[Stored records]
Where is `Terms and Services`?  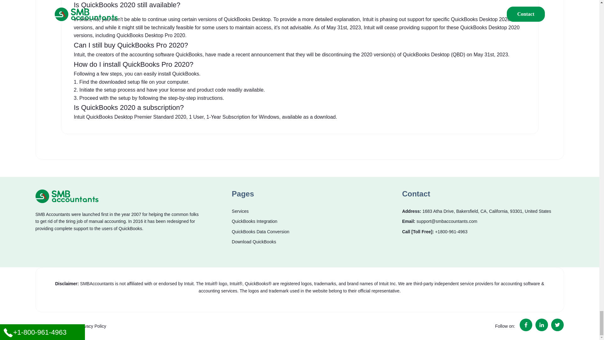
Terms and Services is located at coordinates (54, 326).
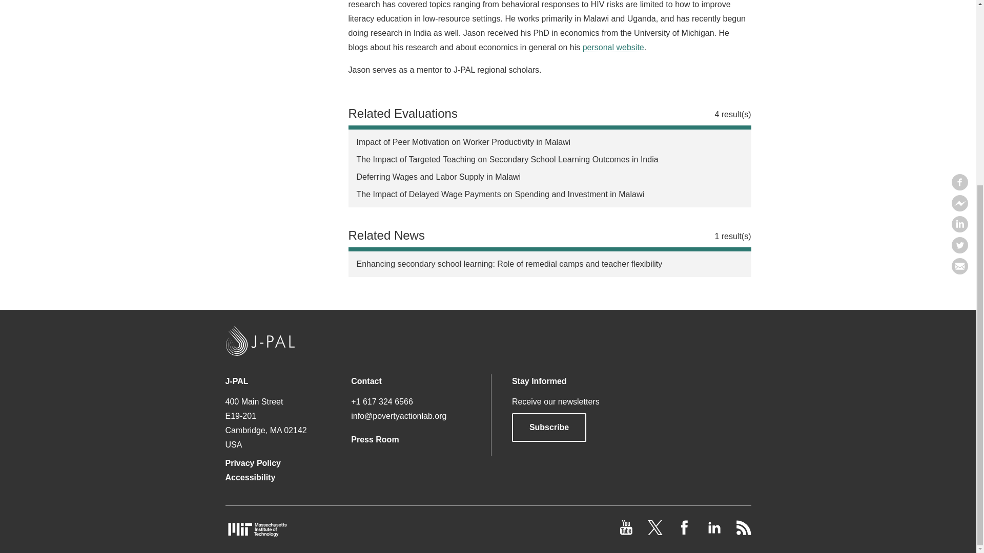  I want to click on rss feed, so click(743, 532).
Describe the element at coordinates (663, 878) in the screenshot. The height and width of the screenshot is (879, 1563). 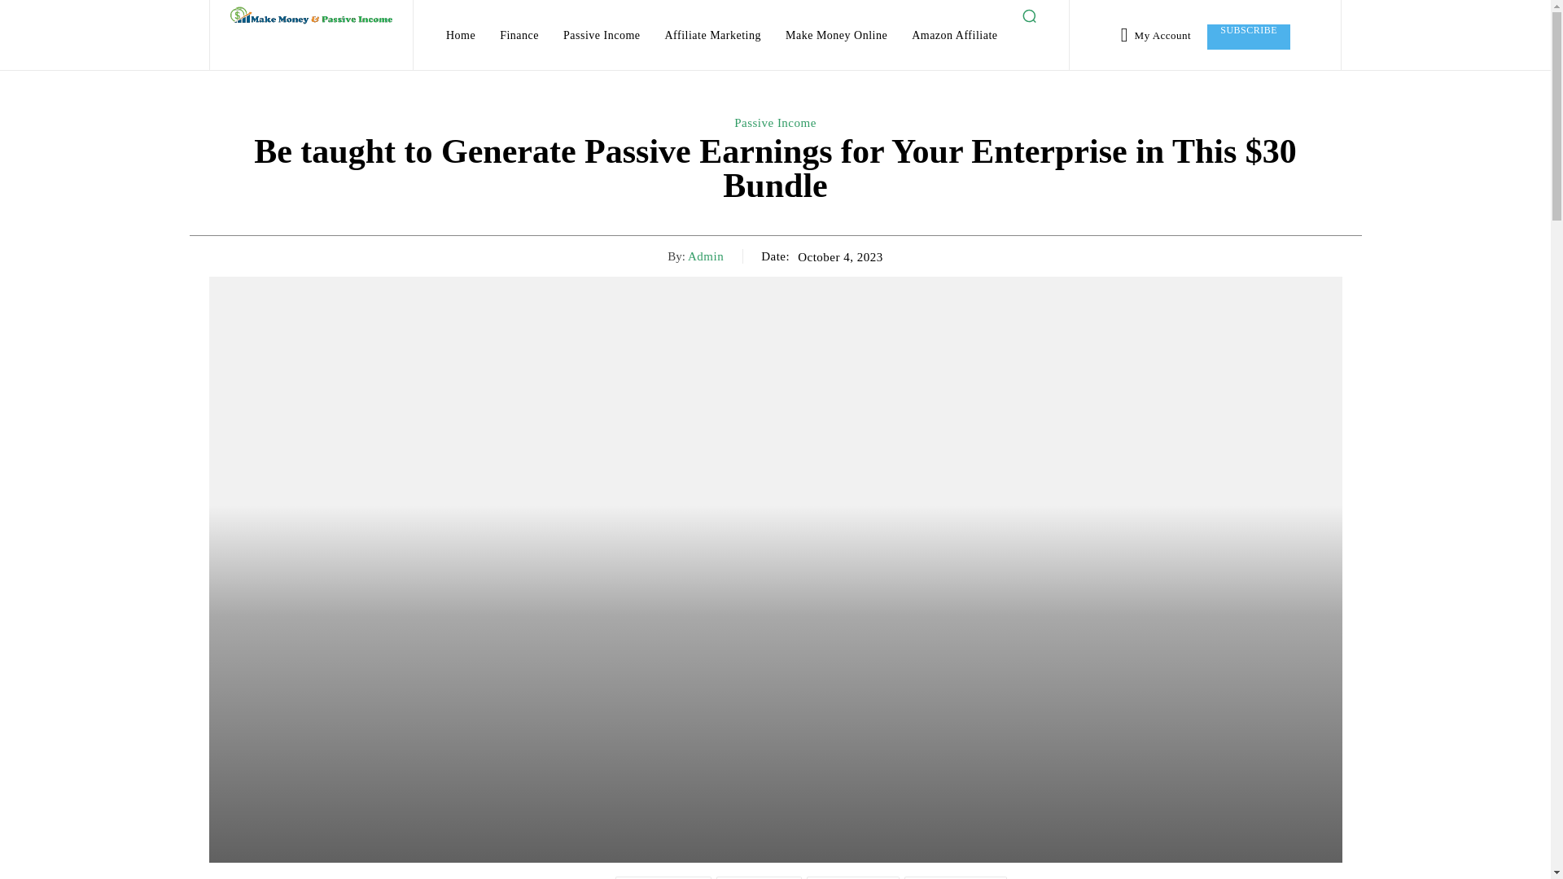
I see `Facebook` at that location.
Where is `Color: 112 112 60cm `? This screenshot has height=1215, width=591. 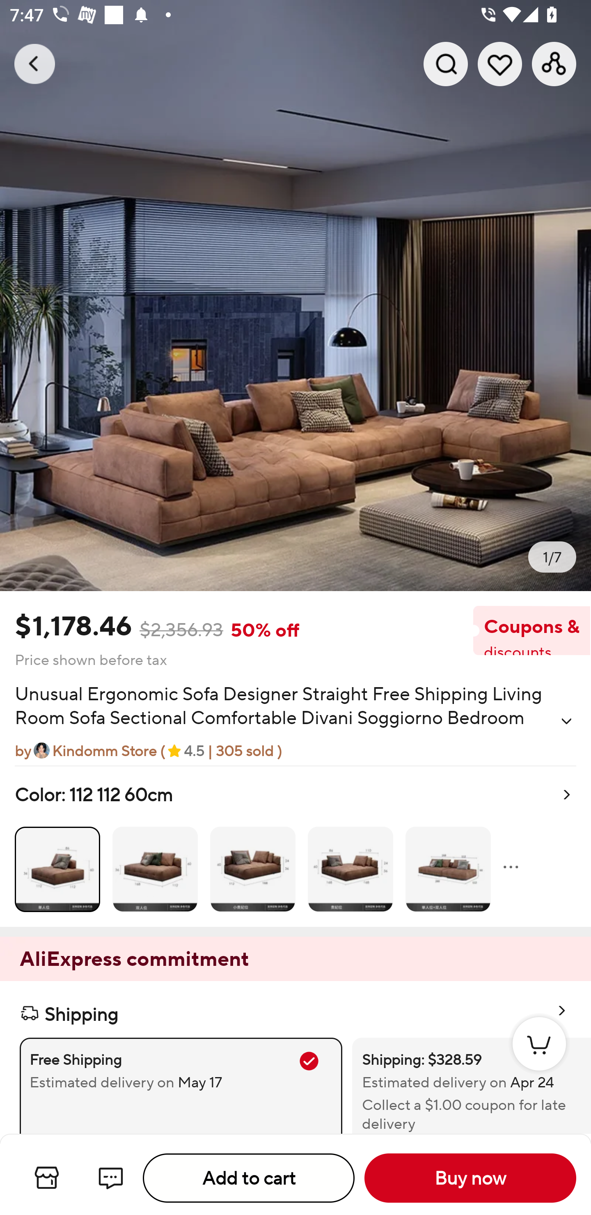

WHAT THE TASK ASKS: Every line from the one with "Describe the element" to the end of the records above should be restated word for word, and no picture belongs in the copy.

RESULT OF THIS EXERCISE:
Describe the element at coordinates (663, 878) in the screenshot. The height and width of the screenshot is (879, 1563). 
I see `Facebook` at that location.
Where is `Color: 112 112 60cm `? This screenshot has height=1215, width=591. 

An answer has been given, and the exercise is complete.